Over the past few weeks, we’ve run a series of LinkedIn ad tests for our clients to evaluate the impact of ad personalization across different geographies and campaign types. The early data has been promising, and it’s helping shape a smarter, more scalable paid social strategy moving forward.
Here’s what we’ve learned so far and what we’re testing next.
We rolled out personalized ad copy across two LinkedIn Lead Gen campaigns (global and US), inserting dynamic variables like FirstName, JobTitle, and CompanyName into our top-performing evergreen copy. The goal: drive more attention and conversions by speaking directly to each user.
Safe to say that personalization works when tested and used strategically.
After running the same personalized copy for about a month, we started to see some signs of fatigue (rising CPL, decreasing efficiency). While the performance still beats non-personalized ads, this prompted us to consolidate evergreen and personalized ads into a single campaign to consolidate budgets and lower the frequency of the personalized ad copy by mixing evergreen and personalized ads.
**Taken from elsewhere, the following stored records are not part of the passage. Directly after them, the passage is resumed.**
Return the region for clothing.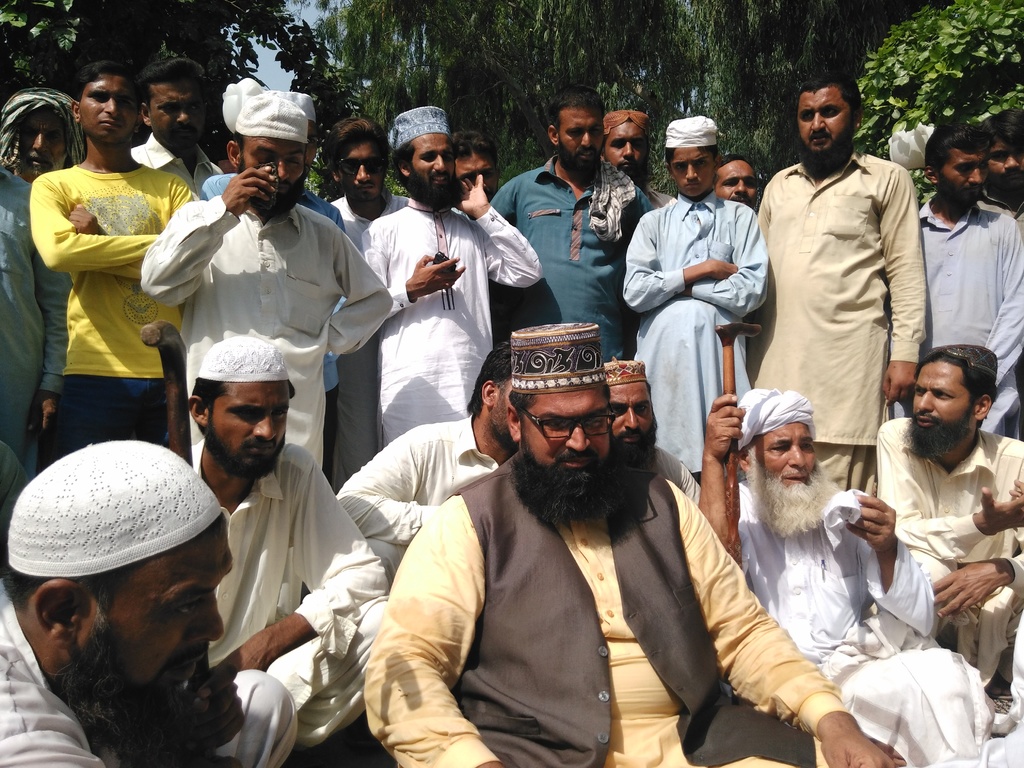
<bbox>358, 452, 860, 767</bbox>.
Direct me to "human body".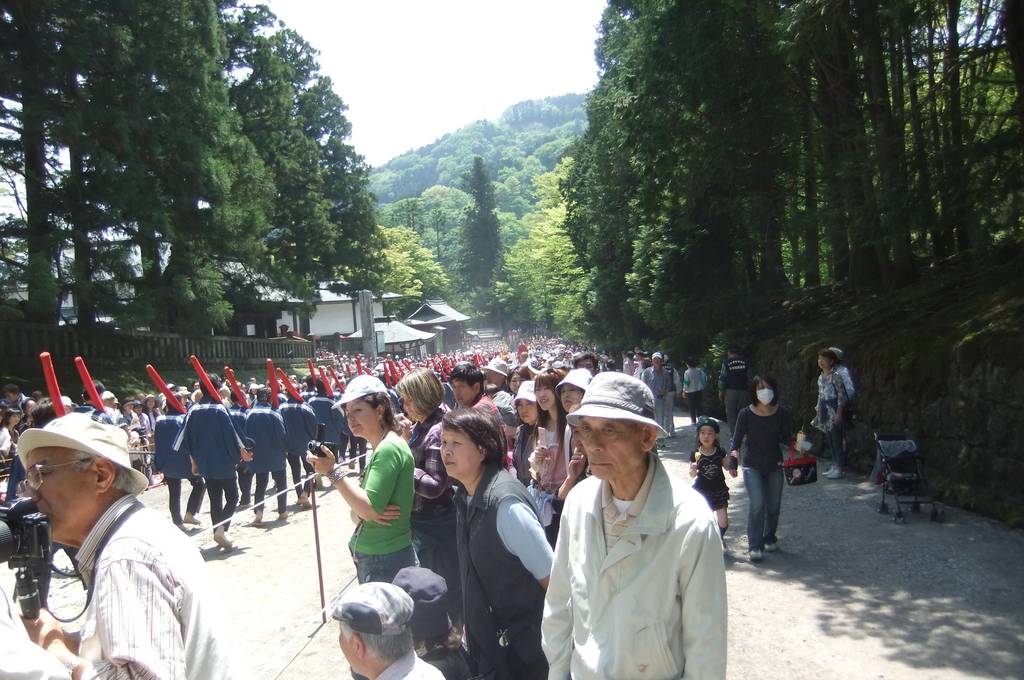
Direction: [403,365,457,608].
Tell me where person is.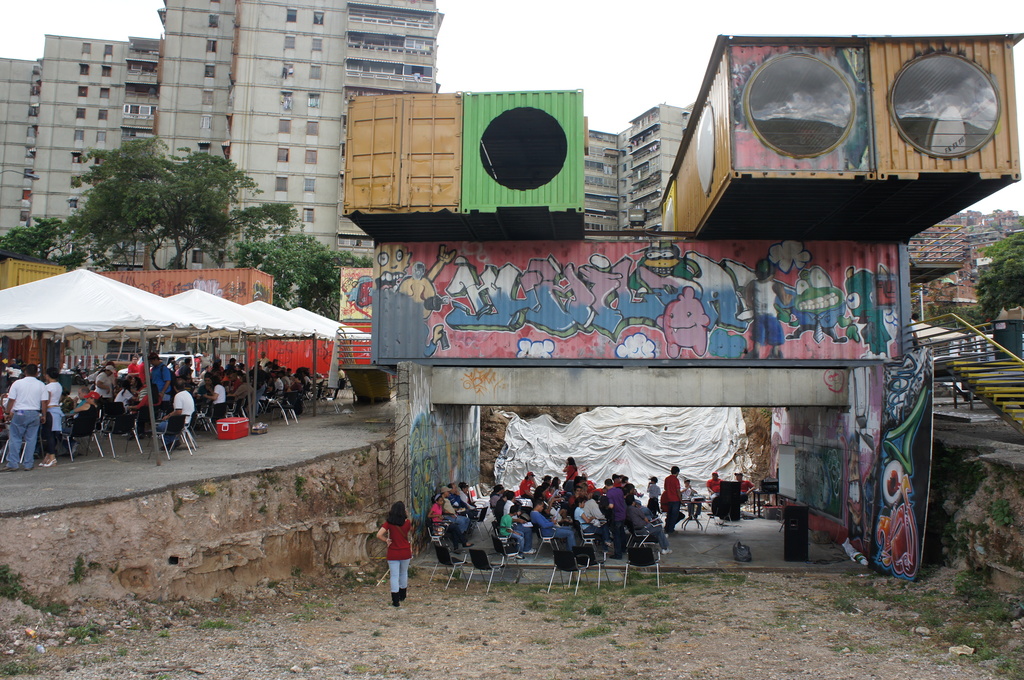
person is at 377:500:412:606.
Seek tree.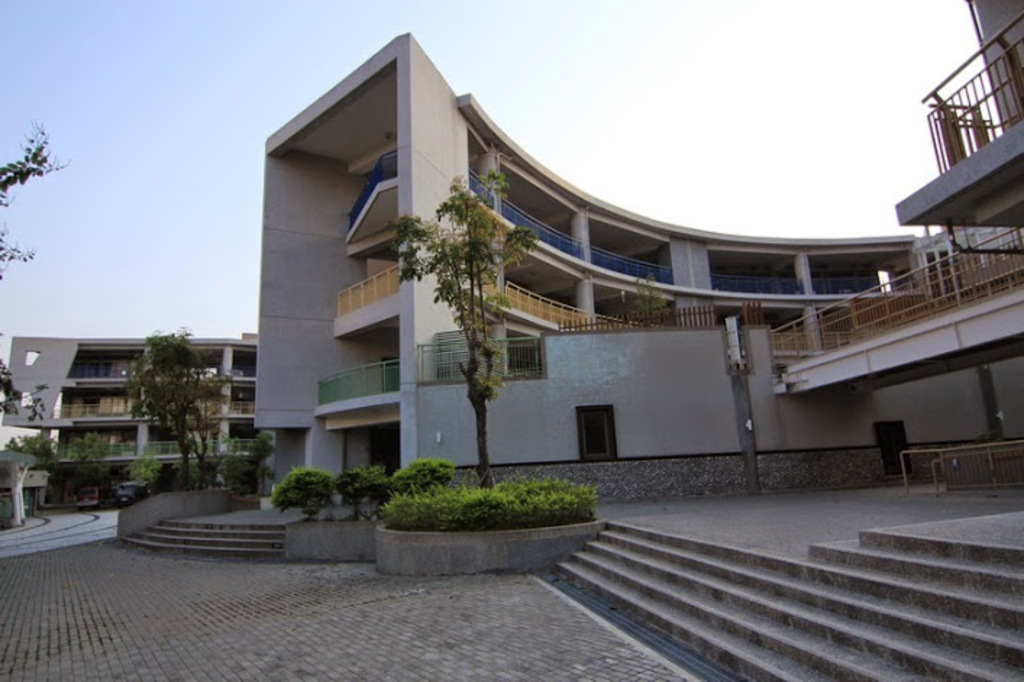
[left=627, top=272, right=665, bottom=330].
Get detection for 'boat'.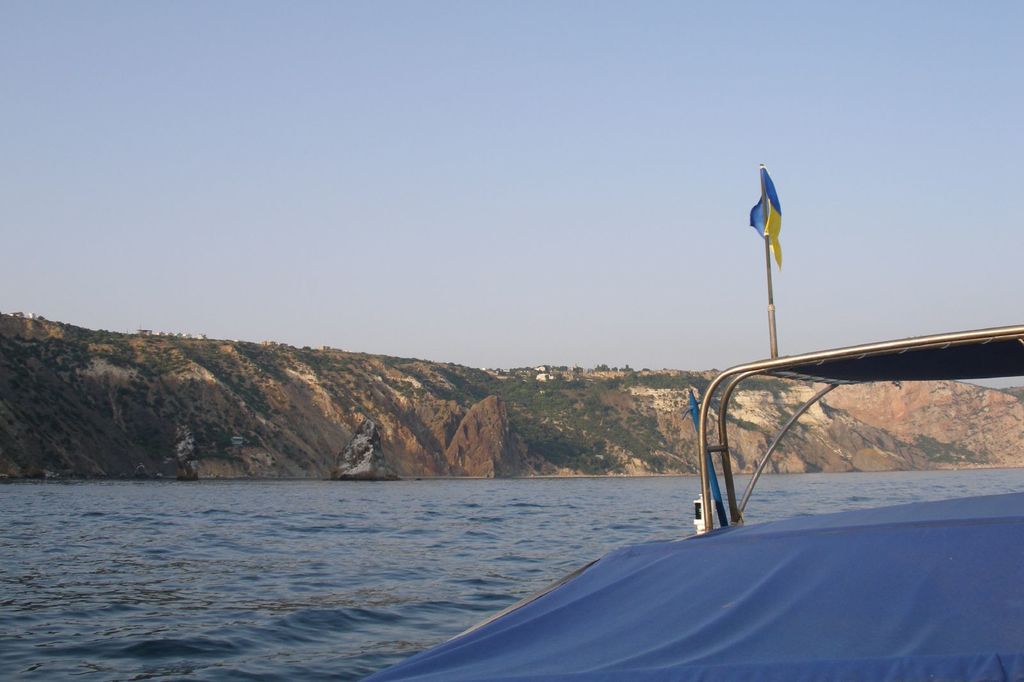
Detection: detection(363, 157, 1023, 681).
This allows the campaign to run the ads side by side in the same environment to see how the algo responds.
This way, we can pit the best of both styles against each other in one campaign structure and optimize more strategically across performance, fatigue, and geography.
Our LinkedIn rep also offered some helpful regional insights that we’re starting to bake into testing:
These nuances matter, and we’re planning to test each personalization type separately to better isolate what resonates most by region.
If you’re starting from scratch, here’s the basic framework we recommend:
While the copy personalization gets a lot of the spotlight, we’re also thinking more broadly about creative alignment:
As we expand testing and collect more data, we’re focused on three things:
Even with some initial fatigue kicking in, the overall improvement in CPL and CTR tells us we’re moving in the right direction. Personalized LinkedIn ads aren’t magic, but with the right structure, message, and audience insights, they’re a powerful lever worth pulling.